Thanks to a fruitful collaboration with the Fondazione Musei Civici di Venezia, other sixteenth-century furnishings currently stored at the Museo Correr also have been specially restored for this exhibition and exhibited. First and foremost is a tapestry made in Medicean Florence, based on a drawing by Francesco Salviati and quite probably commissioned by the Grimani, on show for the first time after a careful restoration. Among the other important works of art enriching the set up, a painting of Sampson by Pomponio Amalteo, a panel with a copy of Michelangelo’s Leda and the Swan and a fragment of an altarpiece depicting Doge Antonio Grimani made by the tapestry weaver Johan Rost for St.
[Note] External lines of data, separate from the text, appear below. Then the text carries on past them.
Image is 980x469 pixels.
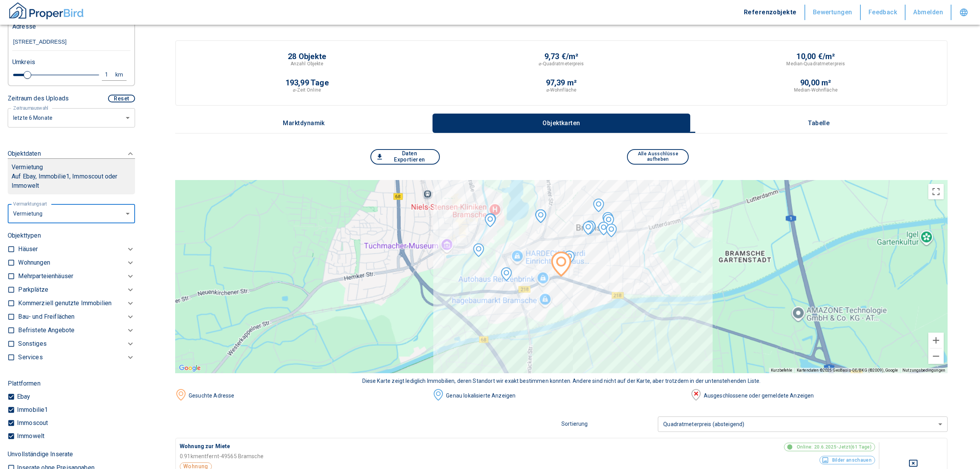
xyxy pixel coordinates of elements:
button: Bewertungen [805,5,861,20]
button: Alle Ausschlüsse aufheben [627,149,689,165]
div: Wohnungen [18,256,135,269]
div: ObjektdatenVermietungAuf Ebay, Immobilie1, Immoscout oder Immowelt [8,141,135,202]
p: Vermietung [12,162,43,172]
div: Häuser [18,242,135,256]
p: ⌀-Quadratmeterpreis [538,61,584,68]
p: Objekttypen [8,231,135,240]
div: Quadratmeterpreis (absteigend) [658,414,948,434]
button: Reset [108,95,135,102]
button: Abmelden [906,5,952,20]
p: 49565 Bramsche [221,452,264,460]
div: letzte 6 Monate [8,203,135,224]
div: Kommerziell genutzte Immobilien [18,297,135,310]
img: image [175,389,187,401]
div: Services [18,351,135,364]
img: image [433,389,445,401]
button: ProperBird Logo and Home Button [8,1,85,23]
p: Sortierung [562,420,658,428]
p: Immobilie1 [15,407,48,413]
button: Vollbildansicht ein/aus [929,184,944,200]
div: Gesuchte Adresse [187,391,433,400]
img: Google [177,363,203,373]
div: Ausgeschlossene oder gemeldete Anzeigen [702,391,948,400]
p: 28 Objekte [288,53,326,61]
div: Diese Karte zeigt lediglich Immobilien, deren Standort wir exakt bestimmen konnten. Andere sind n... [175,377,948,385]
button: Daten Exportieren [371,149,440,165]
button: Referenzobjekte [736,5,805,20]
img: image [691,389,702,401]
p: 97,39 m² [546,78,577,86]
p: Umkreis [12,57,35,67]
a: Dieses Gebiet in Google Maps öffnen (in neuem Fenster) [177,363,203,373]
input: Adresse ändern [12,33,130,51]
p: 90,00 m² [801,78,832,86]
div: Mehrparteienhäuser [18,269,135,283]
p: Immoscout [15,420,48,426]
p: Zeitraum des Uploads [8,94,69,103]
p: Häuser [18,245,38,254]
button: Bilder anschauen [820,456,876,464]
p: Anzahl Objekte [291,61,324,68]
p: Parkplätze [18,285,48,294]
p: 193,99 Tage [286,78,329,86]
div: Parkplätze [18,283,135,297]
p: Kommerziell genutzte Immobilien [18,299,112,307]
p: Auf Ebay, Immobilie1, Immoscout oder Immowelt [12,172,131,190]
button: Verkleinern [929,349,944,364]
p: Mehrparteienhäuser [18,272,74,281]
p: Bau- und Freiflächen [18,312,74,321]
p: Objektdaten [8,149,41,158]
div: Genau lokalisierte Anzeigen [445,391,690,400]
div: Bau- und Freiflächen [18,310,135,324]
div: Sonstiges [18,337,135,351]
div: letzte 6 Monate [8,107,135,128]
p: ⌀-Wohnfläche [546,86,577,93]
p: Median-Quadratmeterpreis [787,61,845,68]
p: Adresse [12,22,36,31]
p: Services [18,353,43,362]
button: Deselect for this search [884,458,944,467]
p: Median-Wohnfläche [795,86,838,93]
p: Marktdynamik [283,120,325,127]
button: Vergrößern [929,332,944,348]
p: 9,73 €/m² [545,53,579,61]
p: Wohnung zur Miete [180,443,586,450]
div: wrapped label tabs example [175,113,948,133]
span: Kartendaten ©2025 GeoBasis-DE/BKG (©2009), Google [797,368,899,373]
p: Sonstiges [18,339,47,349]
p: Unvollständige Inserate [8,450,73,459]
p: Wohnungen [18,258,50,267]
p: 10,00 €/m² [797,53,835,61]
a: Nutzungsbedingungen [902,368,946,373]
p: Ebay [15,394,30,400]
p: Plattformen [8,379,40,388]
div: Befristete Angebote [18,324,135,337]
div: km [118,70,125,79]
img: ProperBird Logo and Home Button [8,1,85,20]
p: Immowelt [15,433,44,439]
p: Tabelle [800,120,838,127]
p: Objektkarten [542,120,581,127]
button: Feedback [861,5,906,20]
p: 0.91 km entfernt - [180,452,221,460]
button: Kurzbefehle [771,368,792,373]
div: 1 [104,70,118,79]
p: Befristete Angebote [18,325,74,335]
p: ⌀-Zeit Online [293,86,320,93]
button: 1km [102,69,126,81]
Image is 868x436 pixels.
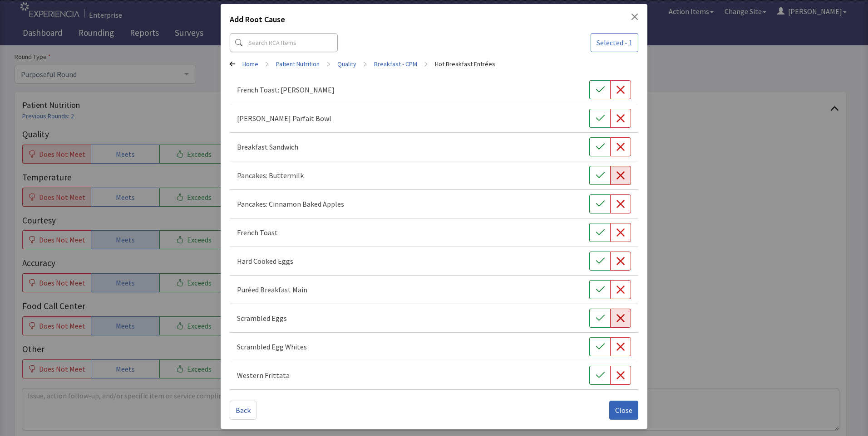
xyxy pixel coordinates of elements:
span: > [364,55,367,73]
a: Quality [338,60,356,68]
span: > [424,55,427,73]
a: Hot Breakfast Entrées [435,60,495,68]
p: French Toast [237,227,278,238]
p: Scrambled Eggs [237,313,287,324]
span: Close [615,405,632,416]
p: Pancakes: Buttermilk [237,170,303,181]
h2: Add Root Cause [230,13,285,29]
p: Western Frittata [237,370,290,381]
p: Breakfast Sandwich [237,142,298,152]
p: Scrambled Egg Whites [237,341,307,352]
p: Pancakes: Cinnamon Baked Apples [237,198,344,209]
span: > [266,55,268,73]
button: Close [631,13,638,21]
button: Close [609,400,638,420]
a: Home [242,60,258,68]
a: Patient Nutrition [276,60,320,68]
span: Selected - 1 [597,37,632,48]
a: Breakfast - CPM [374,60,417,68]
button: Back [230,400,256,420]
p: French Toast: [PERSON_NAME] [237,85,335,95]
p: Hard Cooked Eggs [237,256,293,267]
p: [PERSON_NAME] Parfait Bowl [237,113,331,124]
p: Puréed Breakfast Main [237,285,308,295]
input: Search RCA Items [230,33,338,52]
span: Back [236,405,251,416]
span: > [327,55,330,73]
Mark’s Basilica in 1554. Other significant works come from the Galleria Giorgio Franchetti at the Ca’ d’Oro in Venice, such as the bronze andirons made by Girolamo Campagna and the large 16th-century wooden table on which stand a number of small bronzes by Tiziano Aspetti, Giovanni Grimani’s sculptor-restorer, who had his studio in the palazzo, and by Jacopo Sansovino.
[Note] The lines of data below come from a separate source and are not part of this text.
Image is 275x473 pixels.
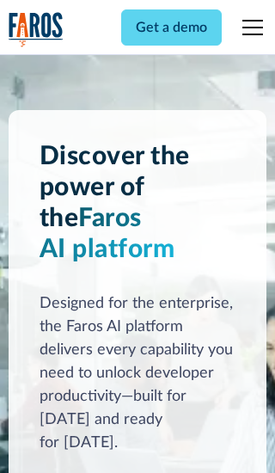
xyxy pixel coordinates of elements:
a: Get a demo [121,9,222,46]
h1: Discover the power of the [40,141,237,265]
div: menu [232,7,267,48]
span: Faros AI platform [40,206,176,263]
img: Logo of the analytics and reporting company Faros. [9,12,64,47]
a: home [9,12,64,47]
div: Designed for the enterprise, the Faros AI platform delivers every capability you need to unlock d... [40,293,237,455]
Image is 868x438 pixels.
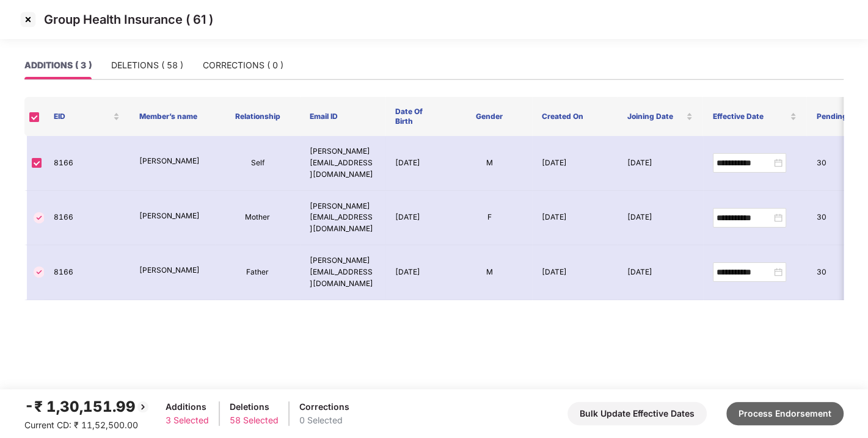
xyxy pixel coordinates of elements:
[532,191,617,246] td: [DATE]
[703,97,806,136] th: Effective Date
[385,191,447,246] td: [DATE]
[300,136,385,191] td: [PERSON_NAME][EMAIL_ADDRESS][DOMAIN_NAME]
[712,112,787,122] span: Effective Date
[44,191,129,246] td: 8166
[203,59,283,72] div: CORRECTIONS ( 0 )
[447,245,532,300] td: M
[726,402,843,426] button: Process Endorsement
[617,97,703,136] th: Joining Date
[31,265,47,279] img: svg+xml;base64,PHN2ZyBpZD0iVGljay0zMngzMiIgeG1sbnM9Imh0dHA6Ly93d3cudzMub3JnLzIwMDAvc3ZnIiB3aWR0aD...
[31,211,47,225] img: svg+xml;base64,PHN2ZyBpZD0iVGljay0zMngzMiIgeG1sbnM9Imh0dHA6Ly93d3cudzMub3JnLzIwMDAvc3ZnIiB3aWR0aD...
[44,12,213,27] p: Group Health Insurance ( 61 )
[165,400,209,413] div: Additions
[165,413,209,427] div: 3 Selected
[111,59,183,72] div: DELETIONS ( 58 )
[54,112,110,122] span: EID
[532,245,617,300] td: [DATE]
[300,191,385,246] td: [PERSON_NAME][EMAIL_ADDRESS][DOMAIN_NAME]
[230,400,278,413] div: Deletions
[25,396,150,419] div: -₹ 1,30,151.99
[447,136,532,191] td: M
[215,245,300,300] td: Father
[139,155,205,167] p: [PERSON_NAME]
[44,245,129,300] td: 8166
[300,97,385,136] th: Email ID
[447,191,532,246] td: F
[617,136,703,191] td: [DATE]
[300,245,385,300] td: [PERSON_NAME][EMAIL_ADDRESS][DOMAIN_NAME]
[25,59,92,72] div: ADDITIONS ( 3 )
[385,97,447,136] th: Date Of Birth
[44,136,129,191] td: 8166
[18,10,38,29] img: svg+xml;base64,PHN2ZyBpZD0iQ3Jvc3MtMzJ4MzIiIHhtbG5zPSJodHRwOi8vd3d3LnczLm9yZy8yMDAwL3N2ZyIgd2lkdG...
[139,265,205,276] p: [PERSON_NAME]
[447,97,532,136] th: Gender
[532,97,617,136] th: Created On
[129,97,215,136] th: Member’s name
[215,136,300,191] td: Self
[300,400,349,413] div: Corrections
[139,211,205,222] p: [PERSON_NAME]
[215,97,300,136] th: Relationship
[627,112,684,122] span: Joining Date
[25,420,138,430] span: Current CD: ₹ 11,52,500.00
[44,97,129,136] th: EID
[385,136,447,191] td: [DATE]
[532,136,617,191] td: [DATE]
[385,245,447,300] td: [DATE]
[617,245,703,300] td: [DATE]
[300,413,349,427] div: 0 Selected
[617,191,703,246] td: [DATE]
[230,413,278,427] div: 58 Selected
[136,400,150,414] img: svg+xml;base64,PHN2ZyBpZD0iQmFjay0yMHgyMCIgeG1sbnM9Imh0dHA6Ly93d3cudzMub3JnLzIwMDAvc3ZnIiB3aWR0aD...
[567,402,706,426] button: Bulk Update Effective Dates
[215,191,300,246] td: Mother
DOMUS GRIMANI 1594 – 2019, aiming at bringing back to life a specific moment in Venice’s history, involves the use of state of the art technology to highlight a vital and vivid past which can still surprise and charm.

In fact, audio guides accompany visitors around the rooms and to underline this special occasion two very important voices have been involved: the Italian version features Isabella Rossellini, while the English features Jude Law, an honorary member of Venetian Heritage.

Palazzo Grimani has also been revitalized through a site-specific project realized in collaboration with ETT, one of the leading companies in the production of technological solutions for art and culture. Thanks to virtual reality viewers available for visitors, the rooms reveal hidden details it is possible to see inside the Tribuna many other statues—among them the Galatians that used to lay on the floor —as well as the sculptures which used to adorn the courtyard until the XIX century.

Moreover, the Factum Foundation for Digital Technology in Conservation—leading actor in the application of high resolution recording and rematerialisation techniques to works of art in the cultural heritage field—carried out the production of an exact facsimile of the painting representing the Dispute between Minerva and Neptune by Giuseppe Porta called Salviati, which is placed where the original painting was, on the ceiling of the Tribuna’s antechamber.

Finally, a new lighting project for the Tribuna realized by iGuzzini: the Italian brand, a leader in the field of lighting for cultural spaces, has developed a permanent project which allows visitors to fully appreciate the room, combining curatorial and engineering skills focused on the artistic experience as well as environmental sustainability.